George Bush the Elder once denounced it; his wife Barbara called it dumb. Former Education Secretary William Bennett questioned its values. For more than a decade The Simpsons has generated its share of criticism. Many consider the show to be abrasive, abusive - even abominable. On Sunday nights, when millions of American's faithfully turn on television's best-known cartoon family, millions more watch the widely praised Touched by an Angel.

 

Parents of a generation of American children have faced a decision similar to the we faced when our children took an interest in The Simpsons. We were concerned that, if allowed to watch, our children might grow up too quickly, somehow negatively affected by what they saw on the screen. However, based on the many episodes that I have watched with my son and daughter, I believe The Simpsons to be both family-friendly and full of faith. I have company. Barbara Bush and Bill Bennett have also changed their tunes.

 

Longtime Simpsons writer George Meyer painted the popular picture of the show in a recent article in My Generation magazine. "It's like a Trojan horse that gets past people's radar because it's superficially conservative," he said. "The show's subtext, however, is completely subversive and wild." He has a case. Mayor Quimby, Springfield's mayor is completely corrupt; the pastor of Springfield Community Church, Reverend Lovejoy, can be venal and hypocritical; Springfield Elementary School's Principal Skinner is a complete bumbler.
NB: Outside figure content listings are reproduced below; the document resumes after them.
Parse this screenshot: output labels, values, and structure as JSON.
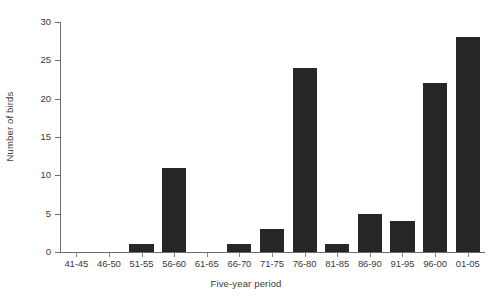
{
  "chart_data": {
    "type": "bar",
    "title": "",
    "xlabel": "Five-year period",
    "ylabel": "Number of birds",
    "categories": [
      "41-45",
      "46-50",
      "51-55",
      "56-60",
      "61-65",
      "66-70",
      "71-75",
      "76-80",
      "81-85",
      "86-90",
      "91-95",
      "96-00",
      "01-05"
    ],
    "values": [
      0,
      0,
      1,
      11,
      0,
      1,
      3,
      24,
      1,
      5,
      4,
      22,
      28
    ],
    "ylim": [
      0,
      30
    ],
    "yticks": [
      0,
      5,
      10,
      15,
      20,
      25,
      30
    ],
    "ytick_labels": [
      "0",
      "5",
      "10",
      "15",
      "20",
      "25",
      "30"
    ],
    "grid": false,
    "legend": null,
    "bar_color": "#262626",
    "axis_color": "#6e6e6e",
    "text_color": "#3a3a3a",
    "background": "#ffffff"
  }
}
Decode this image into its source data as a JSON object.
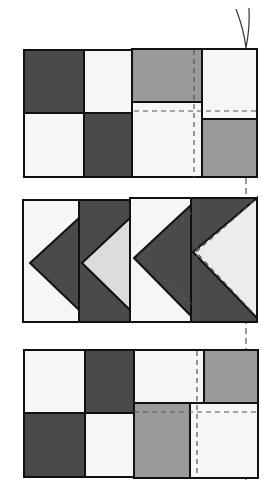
{
  "diagram": {
    "type": "quilt-block-assembly",
    "colors": {
      "dark": "#4a4a4a",
      "medium": "#9a9a9a",
      "light": "#f6f6f6",
      "print": "#dcdcdc",
      "outline": "#111111",
      "stitch": "#555555"
    },
    "rows": [
      {
        "name": "four-patch-row-top",
        "units": [
          "four-patch",
          "four-patch-offset"
        ]
      },
      {
        "name": "flying-geese-row",
        "units": [
          "flying-geese",
          "flying-geese",
          "flying-geese",
          "flying-geese"
        ]
      },
      {
        "name": "four-patch-row-bottom",
        "units": [
          "four-patch",
          "four-patch-offset"
        ]
      }
    ],
    "annotations": [
      "thread-tail",
      "stitch-lines"
    ]
  }
}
The Simpsons seems to undermine many institutions.

 

Yet, like most comedy aimed at a mass audience, The Simpsons fits Leon Trotsky's famous characterization of a rival, non-Bolshevik movement: "left in form, right in essence." It depicts repeated failures and frustrations, and punctuates them with an occasional, wacky, life-affirming reprieve that returns everyone to their place, and everything to the status quo. While Montgomery Burns, the owner of the town's nuclear power plant, is the epitome of capitalist evil, it is always the frailty of human nature that holds down working people like Homer Simpson. In one episode, a strike for better employee benefits at Mr. Burns' plant is fatally undermined when workers allow themselves to be divided and bought off by baubles and beer. It is their fault when they are defeated, not the fault of Burns and his hired goons.

 

Whether the series, once considered so anti-authoritarian, is ultimately subversive or supportive of faith is largely in the eye of the beholder. Some Christians remain resolutely unconvinced of its value. Reverend Francis Chan of the evangelical Cornerstone Community Church in Simi Valley, California, told the Ventura County Star in 1999 that he once found the show funny, but gave it up. "It portrays Christians as being out of touch with reality. It makes anyone who follows God look like a fool." The Rev. Clark Whitten, pastor of Calvary Assembly of God in Winter Park, Florida -- one of the largest Pentecostal churches in the area -- disagrees. He tries not to miss a single Sunday night episode. "It's life, it's hilarious, and it's so insightful into the culture," he said. The Anglican Archbishop of Wales, Dr. Rowan Williams, called The Simpsons "a positive example to children" and a show with "a strong sense of family values."

 

This appraisal has not escaped the attention of a growing number of commentators who argue that the show is conservative and supportive of traditional faith and family values. "What I do appreciate about The Simpsons is that evil often - if not always - is punished with consequences," said Robert Knight, director of cultural studies for the Washington, D.C.-based Family Research Council and author of The Age of Consent: The Rise of Relativism and The Corruption of Popular Culture. "The Simpsons function in a moral universe and, while the show seems to make fun of moral standards, it often upholds those same standards in a back handed way."

 

It is the gift of The Simpsons that, coming in the form of an animated sitcom, it is able to reach millions of unsuspecting viewers when their guard is down. Moral dilemmas, sincere faith and even thorny theological issues come into the living rooms -- and consciousness -- of the faithful and skeptical alike. Those who might cynically dismiss its messages if they came from the pulpit or a Bill Moyers PBS special, tune in every week and let Bart, Homer, and company deliver strangely similar fare.

 

-- Mark I. Pinsky covers religion for the Orlando Sentinel. The preceding article was derived from his book, The Gospel According to The Simpsons: The Spiritual Life of the World's Most Animated Family published this year by Westminster John Knox Press.